Vaibhav Suryavanshi was born on 27 March 2011. He turns 15 years old on 27 March 2026, meaning he was 14 for the entirety of his record-breaking IPL 2025 season and his U19 World Cup 2026 campaign.
On 20 February 2026, playing for DY Patil Blue in the DY Patil T20 Cup in Navi Mumbai, Vaibhav Suryavanshi reached his half-century in just 14 balls against the Indian Navy. He finished the innings on 63 off 19 balls at a strike rate of 331.58.
Vaibhav Suryavanshi’s official net worth has not been disclosed. His documented IPL contract with Rajasthan Royals was ₹1.1 crore for the 2025 season. His brand value is growing rapidly following the IPL century, U19 World Cup Player of the Series award, and Pradhan Mantri Rashtriya Bal Puraskar recognition.
Vaibhav Suryavanshi’s father is Sanjiv Sooryavanshi, a farmer from Samastipur, Bihar, who identified his son’s cricketing talent at age four and drove him approximately 200km on alternate days to train at the GenNex Cricket Academy in Patna. His mother’s name is not publicly documented. His father is widely credited as the central figure in Vaibhav’s development.
Vaibhav Suryavanshi’s height has not been officially published by the BCCI or IPL. This information is listed as [MISSING DATA] in all verified sources.
Vaibhav Suryavanshi’s caste has not been publicly documented and is not a metric tracked by the BCCI or IPL. CrickPod does not speculate on personal background details not confirmed by official sources.
As of March 2026, Vaibhav cannot play for India’s senior team under the ICC’s 2020 minimum age regulation, which requires players to be at least 15 years old for international senior cricket. He turns 15 on 27 March 2026. The ICC does allow for exceptional waivers, but no such application has been officially confirmed by the BCCI.
Vaibhav Suryavanshi is the most astonishing teenage cricketer the world has seen in the modern era.

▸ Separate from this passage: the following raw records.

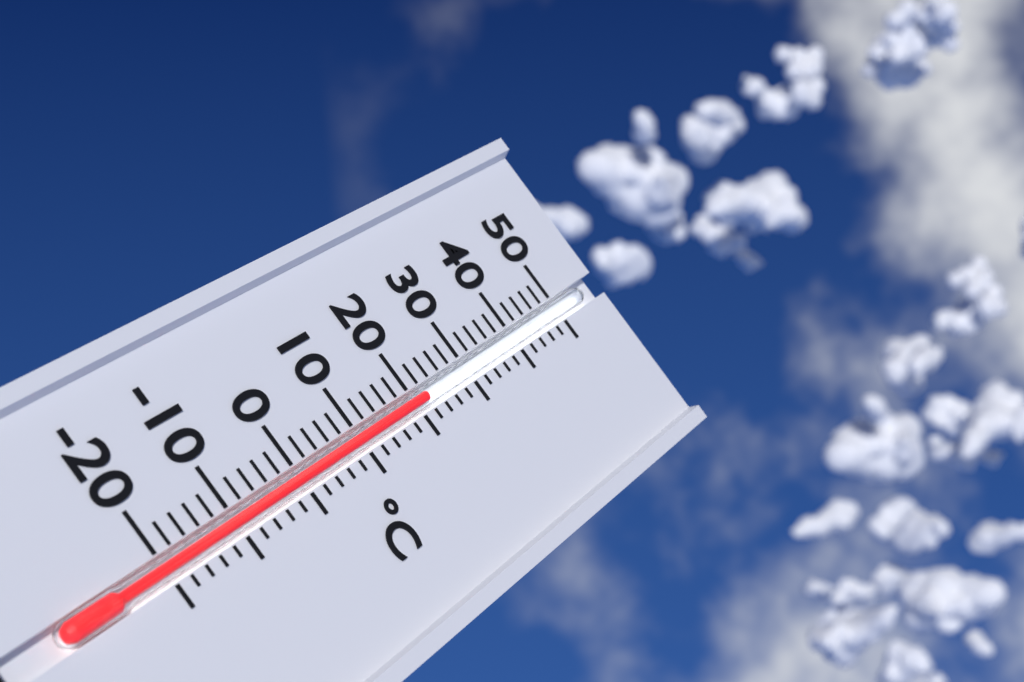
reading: 22 °C
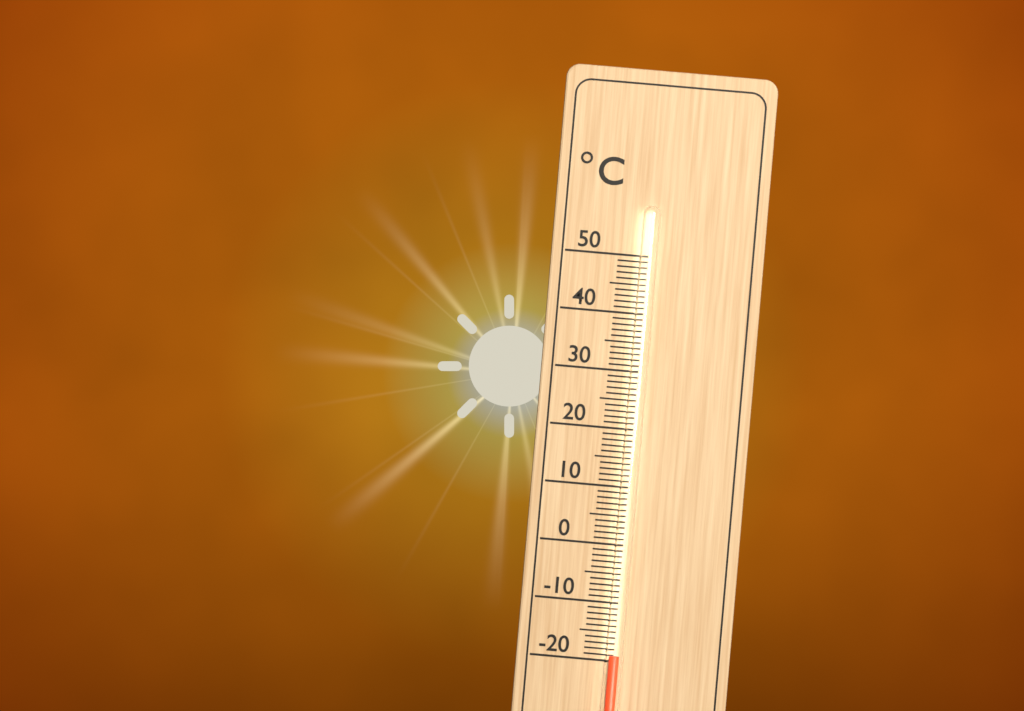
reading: -19 °C
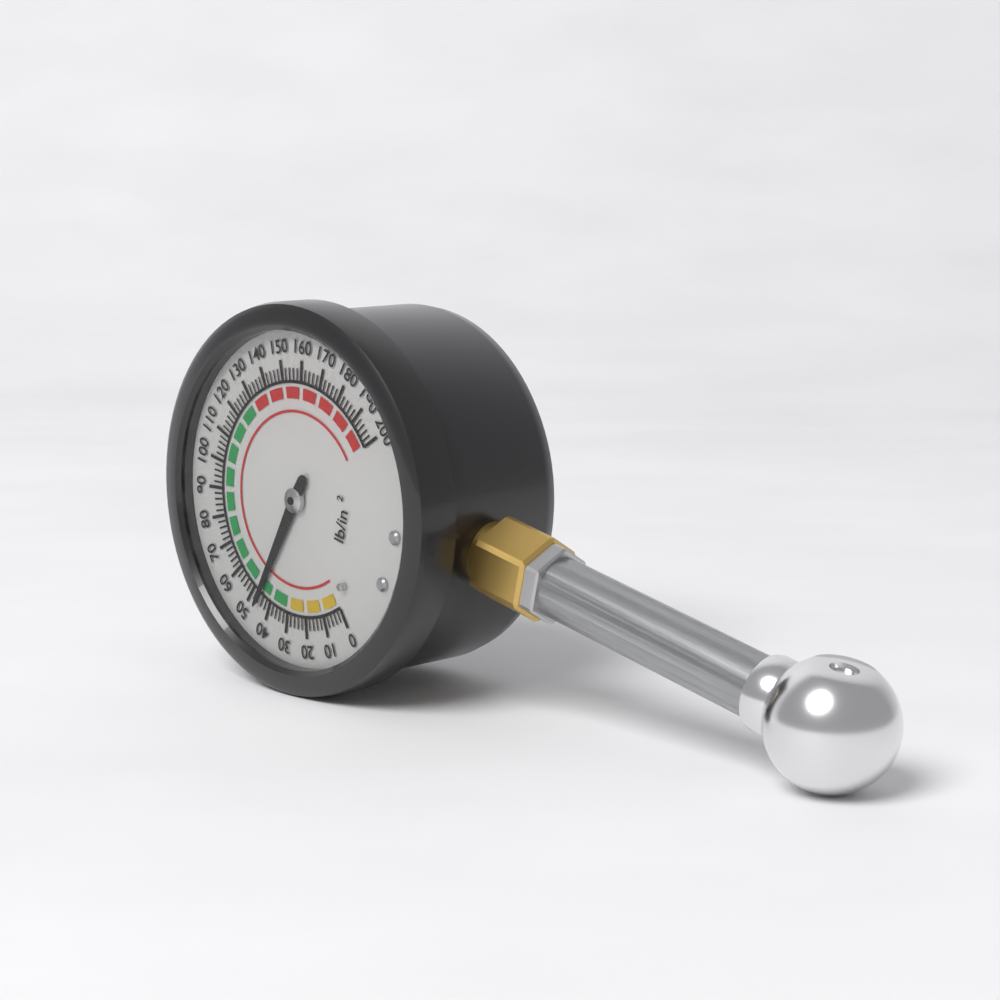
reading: 46 psi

In the space of one year — April 2025 to February 2026 — he became the youngest IPL debutant, the youngest IPL centurion, the fastest century-maker by an Indian in IPL history, the youngest List A centurion in world cricket, the record-holder for the fastest 150 in List A history, the ICC U19 World Cup Player of the Tournament, and the scorer of the highest individual innings in a U19 World Cup final. He plays without fear, trains with discipline, and handles extraordinary fame with an equanimity that surprises people twice his age. IPL 2026 starts on 30 March 2026. The cricket world will be watching.